Thanks for the clarification. In that case, I think you're on the right track: put fileB in a hash, then go through fileA checking each key from fileA for existence as a key in fileB. That's the standard idiom for this kind of thing, but in your case there will be the extra step that once you find a match on the keys from the first column, you'll also need to check for a match on the second column. That might look something like the code below (untested). The tricky part may be that inner if comparison. In mine, I'm just testing to see if either value is found as a substring in the other. If you need something more sophisticated, you'll have to adjust that there.

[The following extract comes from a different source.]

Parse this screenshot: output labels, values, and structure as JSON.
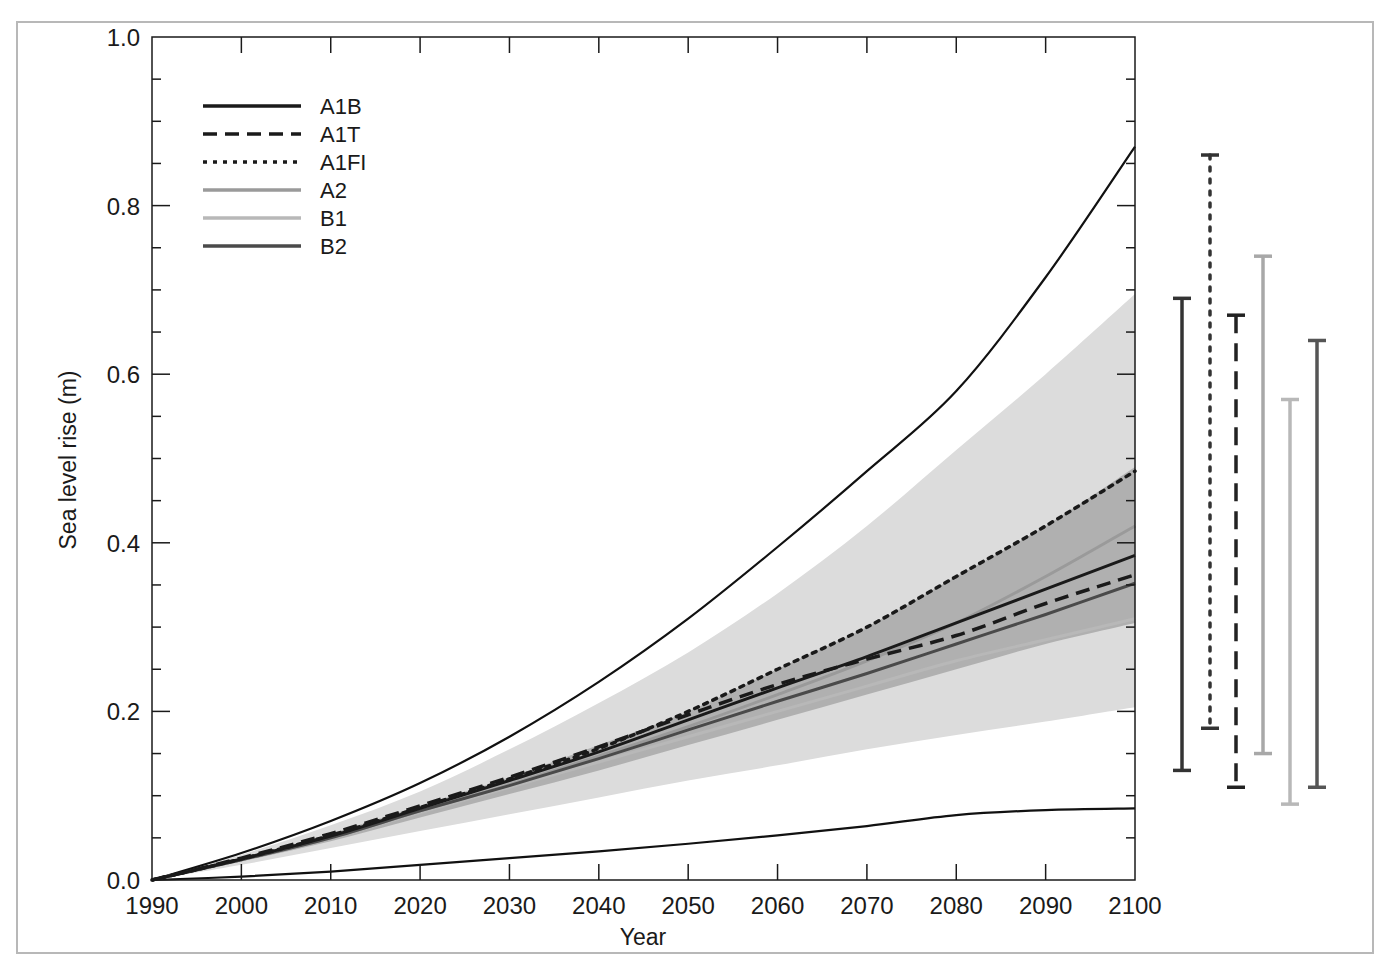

# %b is a hash already containing the values from fileB, with the # first column as keys and the second column as values. # $file_of_matches is a file descriptor opened to one output file # $file_of_misses is a file descriptor for the other output file open my $fileA, '<', 'fileA' or die $!; while( my $line = <$fileA> ){ # get a line from fileA chomp $line; my( $k, $v ) = split /\t/, $line; # split the line on tab if( $b{$k} ){ # do first columns match? if( $b{$k} =~ /$v/ or $v =~ /$b{$k}/ ){ # does one second column v +alue contain # the other as a substring +? print $file_of_matches "$line\n"; # yes, so print it to the +match file next; # and loop to the next lin +e } } print $file_of_misses "$line\n"; # no, so print it to the n +on-match file }

By the way, note that this:

while( my $line = <$fileA> ){ # do stuff with $line # replaces this: while( <$fileA> ){ my $line = $_; # do stuff with $line

It saves a line and avoids potential bugs that may be caused by using $_ sort of halfway.

Aaron B.
Available for small or large Perl jobs; see my home node.


In reply to Re^2: Comparing / Searching through Hashes by aaron_baugher
in thread Comparing / Searching through Hashes by SayWhat?!